Task statement: Every entry below must be repeated exactly; skip the pictures.
═══ Data provided ═══
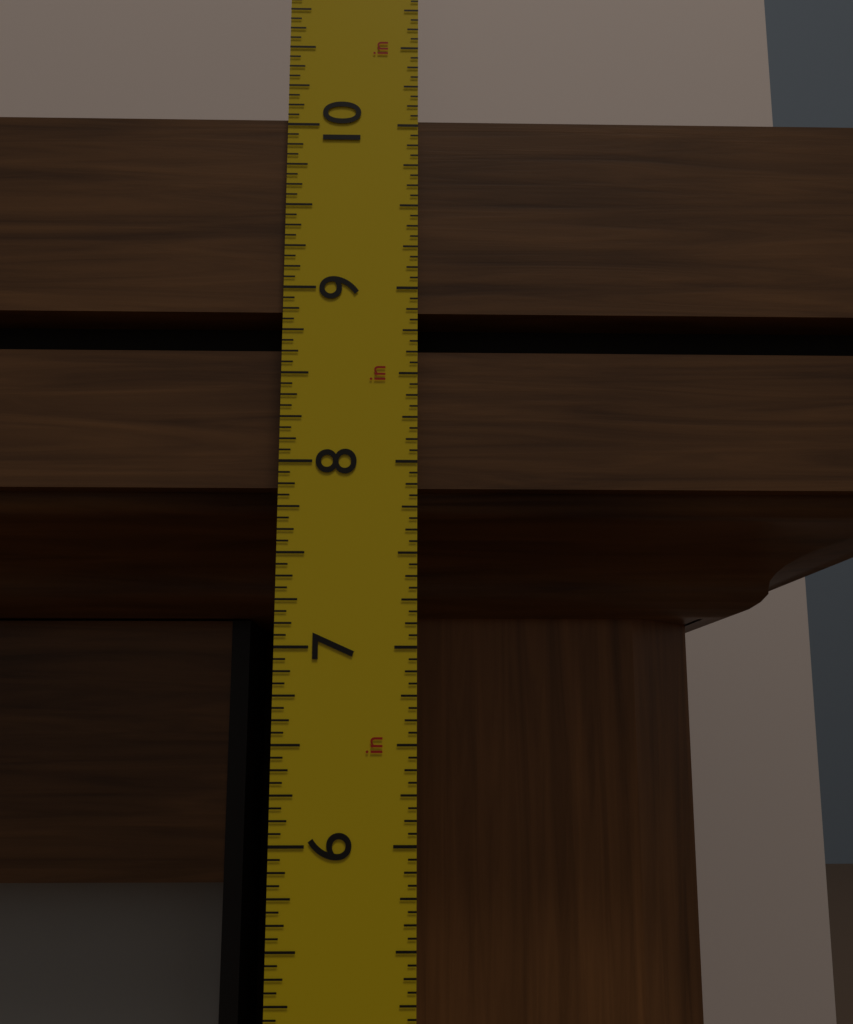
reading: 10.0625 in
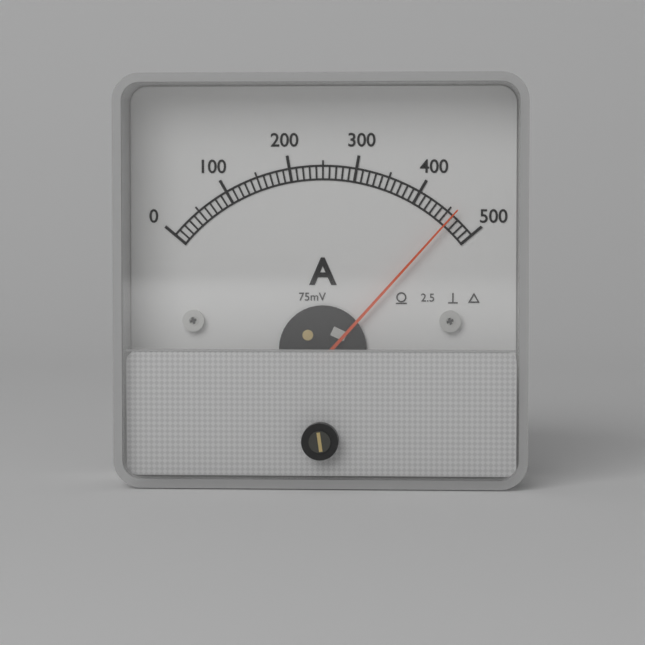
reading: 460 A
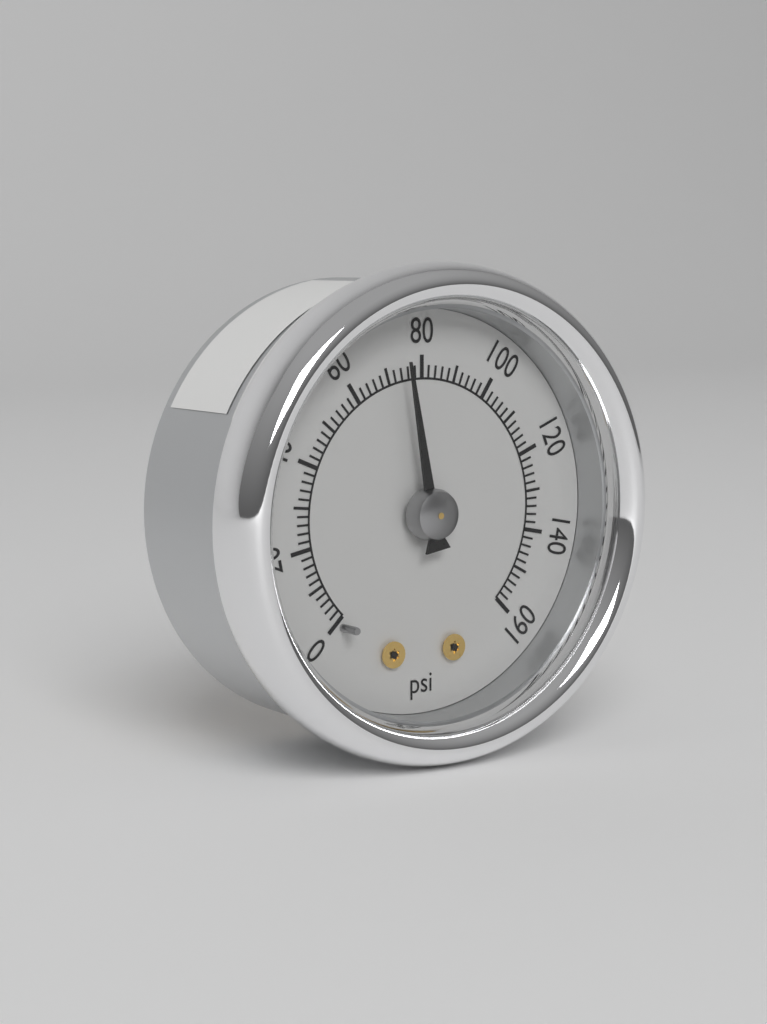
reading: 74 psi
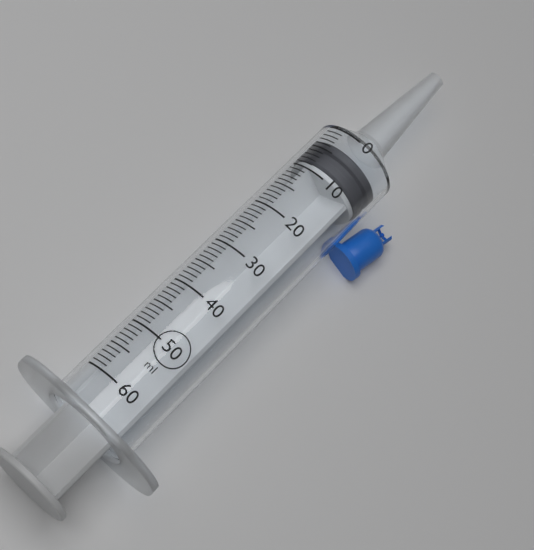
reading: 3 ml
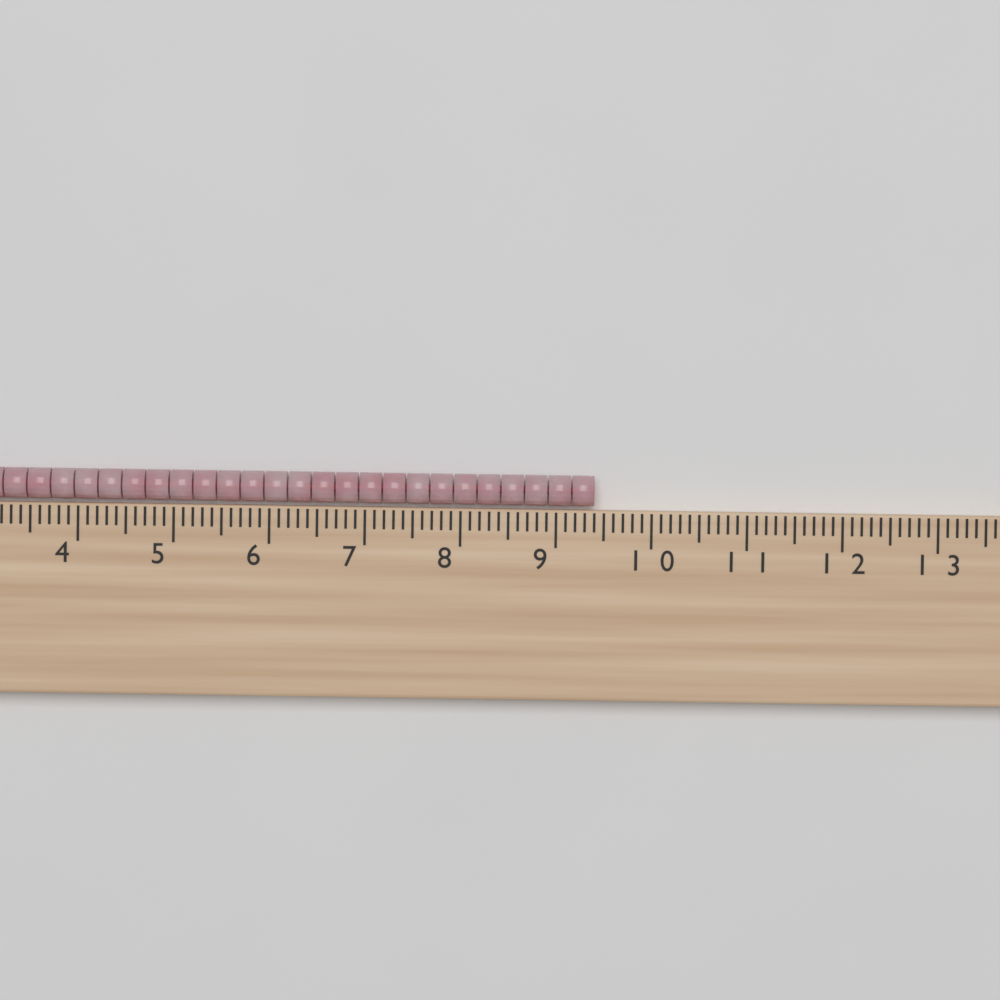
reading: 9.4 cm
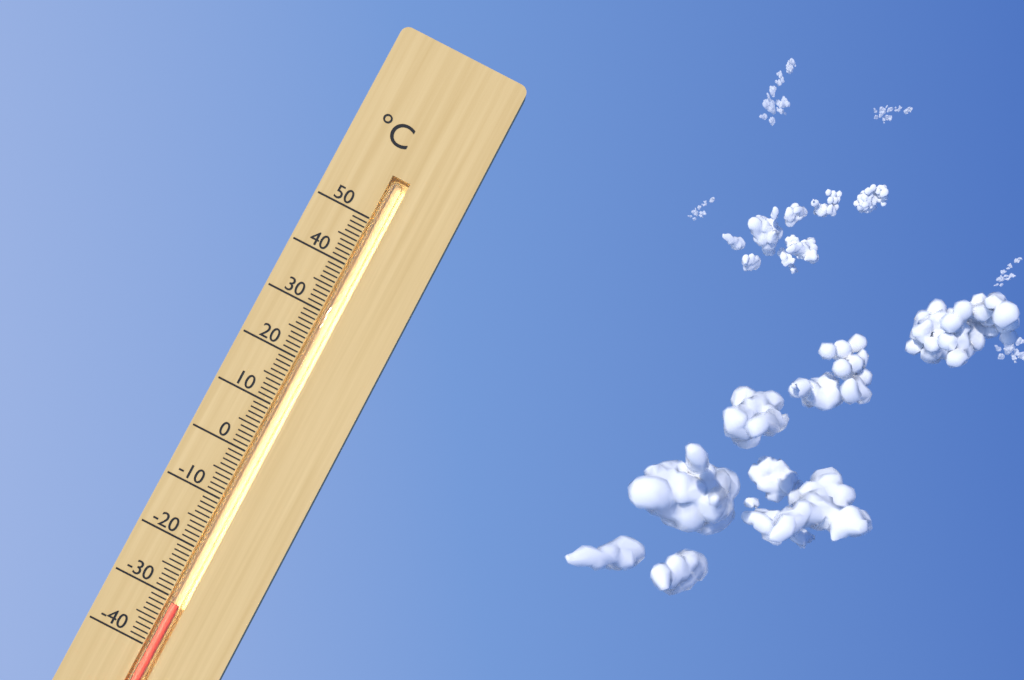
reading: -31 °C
═══
Task result:
reading: 10.0625 in
reading: 460 A
reading: 74 psi
reading: 3 ml
reading: 9.4 cm
reading: -31 °C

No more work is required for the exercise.